Leaving Elegance to the Tailor : Leveraging digital tools for smart decision-support in agro-ecological systems
“Having experienced the extreme hardship associated with crude farming during my childhood, and current deficiencies of national extension systems in sub-Saharan Africa, I am persuaded that deployment and adoption of digital agricultural tools is a promising pathway to lift millions of farmers out of poverty,” says Dr. Julius Adewopo, 2019 laureate of the Agropolis Fondation Louis Malassis International Scientific Prize for Young Promising Scientist.
Dr. Adewopo has been diversifying his scientific research interests and activities in order to contribute in addressing major challenges related to management of agroecosystems, on one hand, and development of digital tools for agronomic decision-support in smallholder farming systems, on the other hand. His research seeks to generate data-driven evidence regarding sustainability of intensively managed agroecosystems. He has also been leading new approaches to collect data on crop yield and commodity prices, which are both critical variables for early warning on food security.
“Fortunately, we now have the basic tools and technologies, so I keenly seek to transform the realities of farmers by empowering them to improve their livelihoods through enhanced access to tools, information, and resources needed to optimize their farm-level returns,” adds Dr. Adewopo.
During his doctoral studies at the University of Florida, the Nigeria-born scientist pioneered research on the long-term (>22 years) effects of land-use change on soil carbon in subtropical agroecosystems. His novel, system-focused research integrates methods for in-situ assessment of changes in soil carbon stocks, soil CO2 efflux, and the stability of soil carbon under land-use management gradient. At the International Institute of Tropical Agriculture (IITA), he has led geospatial aspects of a project focused on innovative co-development and co-validation of smartphone-based tools for digital agronomic decision-support among smallholder maize farmers in Nigeria, Tanzania, and Ethiopia.
“Also, I have led multi-locational application of drones in smallholder maize farms to assess its potential for rapid mapping of farm-land area and in-season grain yield and variability estimation,” notes Dr. Adewopo. Finally, in collaboration with European Commission Joint Research Center (EC-JRC), he developed an unprecedented smartphone-based, daily food-price crowdsourcing application from 750 pilot-volunteers in Nigeria which has generated 100,000 data-points within 6-months, covering diverse market-segments in the region of interest.
Together with his colleagues, Dr. Adewopo’s scientific endeavors continue to generate impacts by contributing towards the improvement of farmers’ livelihoods, and strengthening of national extension delivery systems across multiple national frontiers. He is advancing the use of digital tools to rapidly collect and integrate rich geo-referenced data to improve system-level decision-support for smallholder sub-Saharan African farmers. “For instance, my research on the application of UAV-derived geospatial data for yield and agronomic assessment, coupled with real-time commodity price crowdsourcing, is considered as top-priority for farmers and commodity aggregators who often make trade deals/contracts based on unreliable yield expectation and non-transparent prices,” he argues.
In the next two to five years, Dr. Adewopo and his team anticipates that their intensive data-driven insights will support rapid and timely agricultural data collection that can empower governments and institutions to deploy relevant interventions such as measures to minimize market-related shocks, based on anticipated magnitude of yield variability prior to the season’s end.
Dr. Julius Adewopo is an Associate GeoData Scientist at the International Institute of Tropical Agriculture in Kigali, Rwanda.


Exercise aim:
What you hand back must match the listing exactly.

Data for review:
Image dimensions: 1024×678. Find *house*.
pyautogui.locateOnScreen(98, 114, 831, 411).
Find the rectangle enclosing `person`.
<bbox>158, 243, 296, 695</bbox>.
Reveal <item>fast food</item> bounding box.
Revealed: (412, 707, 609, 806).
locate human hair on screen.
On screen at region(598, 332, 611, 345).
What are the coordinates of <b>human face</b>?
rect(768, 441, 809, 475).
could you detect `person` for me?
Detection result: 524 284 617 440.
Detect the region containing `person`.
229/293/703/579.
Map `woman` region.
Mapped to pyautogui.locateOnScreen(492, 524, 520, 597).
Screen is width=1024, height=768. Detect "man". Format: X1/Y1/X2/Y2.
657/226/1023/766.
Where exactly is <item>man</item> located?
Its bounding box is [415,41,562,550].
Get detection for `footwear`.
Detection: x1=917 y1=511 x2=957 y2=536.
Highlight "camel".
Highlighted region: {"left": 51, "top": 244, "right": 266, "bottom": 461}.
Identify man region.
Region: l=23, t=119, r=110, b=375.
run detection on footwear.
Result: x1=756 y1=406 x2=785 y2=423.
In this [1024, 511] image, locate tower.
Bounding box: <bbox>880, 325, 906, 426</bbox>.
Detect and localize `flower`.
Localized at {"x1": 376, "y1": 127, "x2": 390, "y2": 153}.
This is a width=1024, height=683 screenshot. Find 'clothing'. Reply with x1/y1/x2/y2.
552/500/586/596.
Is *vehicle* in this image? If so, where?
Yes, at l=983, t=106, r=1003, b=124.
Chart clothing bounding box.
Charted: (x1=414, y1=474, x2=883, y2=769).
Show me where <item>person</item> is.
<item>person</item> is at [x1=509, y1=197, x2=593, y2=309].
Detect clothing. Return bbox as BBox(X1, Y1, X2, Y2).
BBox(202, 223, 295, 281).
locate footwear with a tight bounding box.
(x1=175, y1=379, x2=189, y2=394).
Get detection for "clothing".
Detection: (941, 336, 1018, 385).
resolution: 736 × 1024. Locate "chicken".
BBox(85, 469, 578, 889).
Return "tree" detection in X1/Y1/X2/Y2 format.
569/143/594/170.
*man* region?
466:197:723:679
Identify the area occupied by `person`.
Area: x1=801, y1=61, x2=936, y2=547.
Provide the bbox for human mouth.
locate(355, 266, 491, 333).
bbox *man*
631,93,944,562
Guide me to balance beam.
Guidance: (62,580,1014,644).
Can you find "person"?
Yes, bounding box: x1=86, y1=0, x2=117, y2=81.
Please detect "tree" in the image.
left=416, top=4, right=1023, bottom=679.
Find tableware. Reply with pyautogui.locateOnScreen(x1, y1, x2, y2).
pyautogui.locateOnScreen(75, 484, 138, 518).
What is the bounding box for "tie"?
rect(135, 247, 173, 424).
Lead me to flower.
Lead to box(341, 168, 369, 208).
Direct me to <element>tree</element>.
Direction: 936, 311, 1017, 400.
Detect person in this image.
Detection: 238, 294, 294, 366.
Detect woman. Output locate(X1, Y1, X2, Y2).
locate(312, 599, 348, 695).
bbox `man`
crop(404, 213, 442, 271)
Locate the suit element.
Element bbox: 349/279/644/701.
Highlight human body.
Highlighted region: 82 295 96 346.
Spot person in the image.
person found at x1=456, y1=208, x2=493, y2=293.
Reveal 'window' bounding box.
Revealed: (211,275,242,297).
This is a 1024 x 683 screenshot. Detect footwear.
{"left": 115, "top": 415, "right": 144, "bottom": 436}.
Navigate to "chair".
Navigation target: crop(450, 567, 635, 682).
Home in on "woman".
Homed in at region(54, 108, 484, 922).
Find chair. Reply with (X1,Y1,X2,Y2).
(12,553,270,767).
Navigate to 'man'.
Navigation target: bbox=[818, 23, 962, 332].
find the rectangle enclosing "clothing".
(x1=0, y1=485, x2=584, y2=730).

Worked solution:
Image dimensions: 1024×678. Find *house*.
pyautogui.locateOnScreen(98, 114, 831, 411).
Find the rectangle enclosing `person`.
<bbox>158, 243, 296, 695</bbox>.
Reveal <item>fast food</item> bounding box.
Revealed: (412, 707, 609, 806).
locate human hair on screen.
On screen at region(598, 332, 611, 345).
What are the coordinates of <b>human face</b>?
rect(768, 441, 809, 475).
could you detect `person` for me?
Detection result: 524 284 617 440.
Detect the region containing `person`.
229/293/703/579.
Map `woman` region.
Mapped to pyautogui.locateOnScreen(492, 524, 520, 597).
Screen is width=1024, height=768. Detect "man". Format: X1/Y1/X2/Y2.
657/226/1023/766.
Where exactly is <item>man</item> located?
Its bounding box is [415,41,562,550].
Get detection for `footwear`.
Detection: x1=917 y1=511 x2=957 y2=536.
Highlight "camel".
Highlighted region: {"left": 51, "top": 244, "right": 266, "bottom": 461}.
Identify man region.
Region: l=23, t=119, r=110, b=375.
run detection on footwear.
Result: x1=756 y1=406 x2=785 y2=423.
In this [1024, 511] image, locate tower.
Bounding box: <bbox>880, 325, 906, 426</bbox>.
Detect and localize `flower`.
Localized at {"x1": 376, "y1": 127, "x2": 390, "y2": 153}.
This is a width=1024, height=683 screenshot. Find 'clothing'. Reply with x1/y1/x2/y2.
552/500/586/596.
Is *vehicle* in this image? If so, where?
Yes, at l=983, t=106, r=1003, b=124.
Chart clothing bounding box.
Charted: (x1=414, y1=474, x2=883, y2=769).
Show me where <item>person</item> is.
<item>person</item> is at [x1=509, y1=197, x2=593, y2=309].
Detect clothing. Return bbox as BBox(X1, Y1, X2, Y2).
BBox(202, 223, 295, 281).
locate footwear with a tight bounding box.
(x1=175, y1=379, x2=189, y2=394).
Get detection for "clothing".
Detection: (941, 336, 1018, 385).
resolution: 736 × 1024. Locate "chicken".
BBox(85, 469, 578, 889).
Return "tree" detection in X1/Y1/X2/Y2 format.
569/143/594/170.
*man* region?
466:197:723:679
Identify the area occupied by `person`.
Area: x1=801, y1=61, x2=936, y2=547.
Provide the bbox for human mouth.
locate(355, 266, 491, 333).
bbox *man*
631,93,944,562
Guide me to balance beam.
Guidance: (62,580,1014,644).
Can you find "person"?
Yes, bounding box: x1=86, y1=0, x2=117, y2=81.
Please detect "tree" in the image.
left=416, top=4, right=1023, bottom=679.
Find tableware. Reply with pyautogui.locateOnScreen(x1, y1, x2, y2).
pyautogui.locateOnScreen(75, 484, 138, 518).
What is the bounding box for "tie"?
rect(135, 247, 173, 424).
Lead me to flower.
Lead to box(341, 168, 369, 208).
Direct me to <element>tree</element>.
Direction: 936, 311, 1017, 400.
Detect person in this image.
Detection: 238, 294, 294, 366.
Detect woman. Output locate(X1, Y1, X2, Y2).
locate(312, 599, 348, 695).
bbox `man`
crop(404, 213, 442, 271)
Locate the suit element.
Element bbox: 349/279/644/701.
Highlight human body.
Highlighted region: 82 295 96 346.
Spot person in the image.
person found at x1=456, y1=208, x2=493, y2=293.
Reveal 'window' bounding box.
Revealed: (211,275,242,297).
This is a 1024 x 683 screenshot. Detect footwear.
{"left": 115, "top": 415, "right": 144, "bottom": 436}.
Navigate to "chair".
Navigation target: crop(450, 567, 635, 682).
Home in on "woman".
Homed in at region(54, 108, 484, 922).
Find chair. Reply with (X1,Y1,X2,Y2).
(12,553,270,767).
Navigate to 'man'.
Navigation target: bbox=[818, 23, 962, 332].
find the rectangle enclosing "clothing".
(x1=0, y1=485, x2=584, y2=730).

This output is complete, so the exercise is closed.